- The Washington Times - Wednesday, March 31, 2021

The Washington Nationals had one player test positive for the coronavirus, general manager Mike Rizzo said Wednesday, and another four players and one staff member have been deemed close contacts, putting a damper on Thursday’s opening day.

The five players will miss the season opener against the New York Mets, although Rizzo didn’t identify who had been impacted by the coronavirus. According to MLB’s protocols, close contacts to a positive case must quarantine for at least seven days.

Rizzo said the positive test stems from the team’s Monday testing, before the Nationals played their spring training finale. Then most of the team boarded a charter plane back to D.C.

The positive case and subsequent quarantines of four other players will require roster moves before Washington faces the Mets on Thursday at 7:09 p.m. Rizzo added that the game will be played as scheduled.

“This is just a small blip on our radar screen,” Rizzo said. “We’re going to handle it and take it in stride. And this is the reason why you have 60 good players in your organization, is to kind of prepare for these kinds of fail-safe scenarios.”

Rizzo said the Nationals hadn’t had a positive case all spring training. Once the team learned of the positive case early Wednesday morning, they underwent subsequent testing — the standard every-other-day MLB test as well as a rapid test.

The results from those will go a long way in determining if there was any possible transmission on the charter flight back to Washington. In the meantime, the Nationals will require the assistance of a few players from their alternate training site in Fredericksburg, Virginia, to play Thursday and potentially beyond as the team navigates the coronavirus case.

MLB is allowing clubs to add players to the active list temporarily if they experience a coronavirus outbreak, without needing to place those players on waivers or option them once the other players are healthy to return.

Max Scherzer, who’s scheduled to pitch Thursday against Jacob deGrom, wasn’t on the charter flight back to Washington. He and his family instead flew separately. That leaves Scherzer feeling comfortable he’ll be good to pitch opening day.

Up until this point, there had been just 33 positive cases among players during spring training, including the intake testing. 

For players who test positive, MLB protocols require they isolate for a minimum of 10 days. They must undergo a cardiac evaluation before they can return as well as pass an evaluation from the team’s physician and the league’s joint committee.

Close contacts must quarantine for at least seven days. Before they can return, they must test negative on day five or later and show no symptoms.

“We had done so well in spring training, everybody across the game,” Scherzer said. “We had seen so few positive cases across spring training as a whole. But it just shows how quickly that can turn. It can turn on a dime, and we have to face it, and we have to overcome it.”

Last year, the Nationals experienced a coronavirus issue ahead of opening day, too, when Juan Soto was held out over what he felt was a false-positive test.

“Experience is always a good teacher,” Rizzo said. “We went through a little bit of this opening day last year. … It’s not the unknown anymore. We know how to test; we know what happens if there’s a positive, and we react quickly, swiftly within the protocols that have been tried and true through last season.”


AIM OF THE EXERCISE -> Extract each line holding the word "diagram" from the entries.

####

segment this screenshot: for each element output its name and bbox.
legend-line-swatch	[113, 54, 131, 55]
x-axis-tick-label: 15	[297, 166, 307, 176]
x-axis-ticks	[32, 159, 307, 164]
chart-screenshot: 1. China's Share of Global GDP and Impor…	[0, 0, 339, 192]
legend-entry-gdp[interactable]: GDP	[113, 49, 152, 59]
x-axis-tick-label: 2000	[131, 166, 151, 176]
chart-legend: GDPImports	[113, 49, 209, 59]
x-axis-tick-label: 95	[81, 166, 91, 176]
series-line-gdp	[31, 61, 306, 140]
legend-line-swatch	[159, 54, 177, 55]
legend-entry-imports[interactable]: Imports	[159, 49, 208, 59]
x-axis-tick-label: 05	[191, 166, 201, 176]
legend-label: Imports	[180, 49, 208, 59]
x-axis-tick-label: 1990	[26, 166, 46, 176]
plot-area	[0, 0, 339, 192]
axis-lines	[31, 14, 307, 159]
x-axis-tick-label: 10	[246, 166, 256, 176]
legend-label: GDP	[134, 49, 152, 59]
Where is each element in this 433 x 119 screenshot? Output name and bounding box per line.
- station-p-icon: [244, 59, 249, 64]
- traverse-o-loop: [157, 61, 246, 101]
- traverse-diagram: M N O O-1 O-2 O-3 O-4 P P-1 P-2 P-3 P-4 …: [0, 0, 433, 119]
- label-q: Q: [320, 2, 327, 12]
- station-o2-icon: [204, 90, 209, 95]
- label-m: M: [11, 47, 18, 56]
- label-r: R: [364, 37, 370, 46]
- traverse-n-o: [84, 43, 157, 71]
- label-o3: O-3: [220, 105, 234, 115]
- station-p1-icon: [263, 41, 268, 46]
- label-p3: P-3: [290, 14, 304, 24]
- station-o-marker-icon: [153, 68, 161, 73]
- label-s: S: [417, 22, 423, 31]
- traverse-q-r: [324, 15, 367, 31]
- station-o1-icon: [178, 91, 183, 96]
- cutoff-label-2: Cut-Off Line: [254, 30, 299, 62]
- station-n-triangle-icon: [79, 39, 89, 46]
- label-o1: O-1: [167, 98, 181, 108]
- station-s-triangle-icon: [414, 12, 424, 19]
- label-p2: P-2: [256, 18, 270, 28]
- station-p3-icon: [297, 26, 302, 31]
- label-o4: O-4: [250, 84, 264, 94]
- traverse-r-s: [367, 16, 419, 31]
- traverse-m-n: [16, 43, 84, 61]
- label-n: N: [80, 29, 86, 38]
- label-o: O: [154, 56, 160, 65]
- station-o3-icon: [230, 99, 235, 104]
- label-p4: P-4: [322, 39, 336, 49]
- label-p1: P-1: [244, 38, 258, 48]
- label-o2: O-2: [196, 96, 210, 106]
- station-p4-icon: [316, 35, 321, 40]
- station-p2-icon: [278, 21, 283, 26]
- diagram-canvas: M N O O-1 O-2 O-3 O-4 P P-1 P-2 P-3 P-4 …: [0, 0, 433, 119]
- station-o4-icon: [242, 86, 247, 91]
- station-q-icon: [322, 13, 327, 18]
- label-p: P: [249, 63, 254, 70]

####

RESPONSE TO THIS TASK ->
- traverse-diagram: M N O O-1 O-2 O-3 O-4 P P-1 P-2 P-3 P-4 …: [0, 0, 433, 119]
- diagram-canvas: M N O O-1 O-2 O-3 O-4 P P-1 P-2 P-3 P-4 …: [0, 0, 433, 119]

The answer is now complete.